Thursday, June 18, 2026
Vesna Peric Zimonjic
- Justice for the dozens of thousands of victims of the Balkans wars is achievable, but the truth about war crimes has to be established at all levels and among all the former warring nations in order to start the reconciliation process, agreed experts at a conference here.
The statistics from the 1990s wars of disintegration of the former Yugoslavia indicate that up to 200,000 people were killed in Croatia, Bosnia-Herzegovina and in the southern Serbian province of Kosovo. Tens of thousands are still missing.
The most heinous crimes were committed in the Croatian city of Vukovar in 1991 and in the eastern Bosnian enclave of Srebrenica in 1995. There were mass atrocities against ethnic Albanians in Kosovo, where some 4,000 people are still missing.
The majority of victims of the 1990s wars are Bosniak Muslims, but atrocities were committed in the savage “all-against-all warfare” against Croats, ethnic Albanians and Serbs as well.
“The region has no exclusive ownership over war crimes, as they happened all over the world in the past, like in Africa recently or in Europe during World War II,” Lance Clark, head of the United Nations Development Programme (UNDP) office in Belgrade, said in an IPS interview.
“Yet all the victims have the right to be heard if this area is to move toward stability and development. Truth has to be established, but there is no single truth, rather multiple truths that deserve to be heard,” he added.
Dozens of government officials, prosecutors, judges and legal experts from Bosnia-Herzegovina, Croatia, Serbia and countries outside the region participated in the conference, “Building Regional Partnerships for Transitional Justice Initiatives.”
As all the countries in the region are turning towards joining the European Union in the future, experts say, apart from synchronising their systems to the EU regulations, they have to make additional efforts to resolve the weighty legacy of the 1990s and prove their modern orientation.
“Transitional justice means involving a set of post-conflict remedies, such as the fight against impunity for some of the most heinous crimes, compensation for victims, providing unbiased accounts of traumatic events, and reform of relevant institutions to recreate public trust,” Clark said.
So far, the war crimes proceedings in the Balkans have been the responsibility of the United Nations-founded International Criminal Tribunal for Former Yugoslavia (ICTY), based in The Hague.
However, several cases, like the massacre of Croatian prisoners of war in Vukovar, have been successfully processed at the local level, such as in the Serbian capital of Belgrade. Several more dealing with Srebrenica massacre of more than 7,500 Muslim boys and men are being processed in the Bosnian capital of Sarajevo.
The international community is now putting forth efforts to equip local judiciaries with additional skills and knowledge to continue processing such crimes.
“There is consensus among the experts in the region (Bosnia, Croatia, and Serbia) on the ways to process the war crimes,” said Sinisa Vazic in an IPS interview. Vazic heads the District Court of Belgrade and panel of judges in war crimes trials. The court is soon to start the trial against Serb policemen who are charged with killing dozens of members of a single ethnic Albanian family in one day in Kosovo in 1999.
“But the broader public on all sides should become familiar with what was done in the name of their ethnic groups, maybe through direct, mixed transmission of trials – from Zagreb or Sarajevo to Belgrade and vice versa,” Vazic said. “That could have a healing effect and could build up the otherwise shaken trust in the judiciary among ordinary people.”
“In the past couple of years there were significant steps in building institutions that have the task of carrying and clearing the region’s heritage,” says Nerma Jelacic, a Sarajevo journalist, director of Balkans Investigative Reporting Network (BIRN), which deals with controversial issues like the remnants of the wars in the Balkans.
“Regional cooperation is needed, as without it there will be neither a complete nor honest approach to truth and justice,” she added. “Reconciliation in the region is not an empty phrase. However, it is a process that has to be reached through achieving truth and justice for victims.”
Many conference participants, however, said that despite the experts’ forecasts for the region, there remains the political component, which cannot be neglected, because those in power mostly remain entrenched in their disparate views on the wars, depending on their ethnic background.
“There probably is not adequate political will across the region, but that will not stop people from paying attention to war crimes,” UNDP official Clark said.
In the meantime, another regional conference held in Sarajevo singled out a problem that remains vivid in the area where wars ended more than 10 years ago: the hate speech that continues to exist across almost all media in Bosnia, Croatia and Serbia. Reporting on former war adversaries is generally negative and sensational, with stereotypes remaining from war era.
Participants in the conference of regional non-governmental organisations, gathered under the so-called “Igman Intitiative”, concluded that in such circumstances the European future of local nations is being pushed aside, doing nothing to imrpove communications in the region or helping local people develop a feeling of belonging to the European family of nations.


Working through the lines below, return each one that holds "ratio".
[Task inputs]
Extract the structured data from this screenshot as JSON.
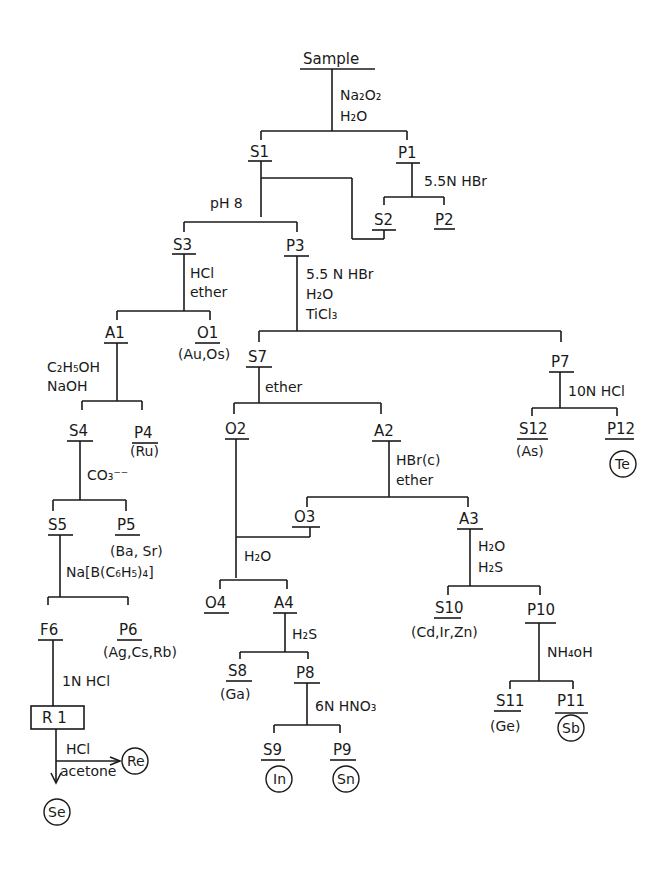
{
  "diagram": {
    "nodes": {
      "sample": "Sample",
      "s1": "S1",
      "p1": "P1",
      "s2": "S2",
      "p2": "P2",
      "s3": "S3",
      "p3": "P3",
      "a1": "A1",
      "o1": "O1",
      "o1_elements": "(Au,Os)",
      "s4": "S4",
      "p4": "P4",
      "p4_elements": "(Ru)",
      "s5": "S5",
      "p5": "P5",
      "p5_elements": "(Ba, Sr)",
      "f6": "F6",
      "p6": "P6",
      "p6_elements": "(Ag,Cs,Rb)",
      "r1": "R 1",
      "re": "Re",
      "se": "Se",
      "s7": "S7",
      "p7": "P7",
      "o2": "O2",
      "a2": "A2",
      "o3": "O3",
      "a3": "A3",
      "o4": "O4",
      "a4": "A4",
      "s8": "S8",
      "s8_elements": "(Ga)",
      "p8": "P8",
      "s9": "S9",
      "s9_element": "In",
      "p9": "P9",
      "p9_element": "Sn",
      "s10": "S10",
      "s10_elements": "(Cd,Ir,Zn)",
      "p10": "P10",
      "s11": "S11",
      "s11_elements": "(Ge)",
      "p11": "P11",
      "p11_element": "Sb",
      "s12": "S12",
      "s12_elements": "(As)",
      "p12": "P12",
      "p12_element": "Te"
    },
    "reagents": {
      "sample_1": "Na₂O₂",
      "sample_2": "H₂O",
      "p1": "5.5N  HBr",
      "s1": "pH 8",
      "s3_1": "HCl",
      "s3_2": "ether",
      "p3_1": "5.5 N  HBr",
      "p3_2": "H₂O",
      "p3_3": "TiCl₃",
      "a1_1": "C₂H₅OH",
      "a1_2": "NaOH",
      "s4": "CO₃⁻⁻",
      "s5": "Na[B(C₆H₅)₄]",
      "f6": "1N  HCl",
      "r1_1": "HCl",
      "r1_2": "acetone",
      "s7": "ether",
      "p7": "10N  HCl",
      "a2_1": "HBr(c)",
      "a2_2": "ether",
      "o3": "H₂O",
      "a3_1": "H₂O",
      "a3_2": "H₂S",
      "a4": "H₂S",
      "p8": "6N  HNO₃",
      "p10": "NH₄oH"
    }
  }
}
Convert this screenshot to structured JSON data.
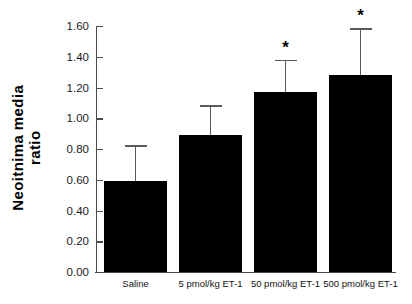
{
  "chart_data": {
    "type": "bar",
    "title": "",
    "subtitle": "",
    "xlabel": "",
    "ylabel": "Neoitnima media ratio",
    "ylabel_line1": "Neoitnima media",
    "ylabel_line2": "ratio",
    "categories": [
      "Saline",
      "5 pmol/kg ET-1",
      "50 pmol/kg ET-1",
      "500 pmol/kg ET-1"
    ],
    "values": [
      0.59,
      0.89,
      1.17,
      1.28
    ],
    "errors_upper": [
      0.825,
      1.085,
      1.38,
      1.585
    ],
    "error_magnitudes": [
      0.235,
      0.195,
      0.21,
      0.305
    ],
    "annotations": [
      "",
      "",
      "*",
      "*"
    ],
    "significance_marker": "*",
    "ylim": [
      0.0,
      1.6
    ],
    "ytick_values": [
      0.0,
      0.2,
      0.4,
      0.6,
      0.8,
      1.0,
      1.2,
      1.4,
      1.6
    ],
    "ytick_labels": [
      "0.00",
      "0.20",
      "0.40",
      "0.60",
      "0.80",
      "1.00",
      "1.20",
      "1.40",
      "1.60"
    ],
    "grid": false,
    "legend": false,
    "legend_position": "none",
    "bar_color": "#000000",
    "error_color": "#5a5a5a",
    "axis_color": "#4a4a4a",
    "background_color": "#ffffff"
  }
}
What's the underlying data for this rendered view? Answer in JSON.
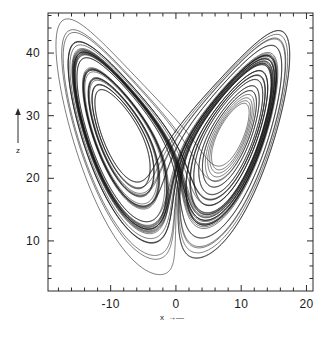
[/Task inputs]
> Reply to the task:
    "ylabel": "Neoitnima media ratio",
    "ylabel_line2": "ratio",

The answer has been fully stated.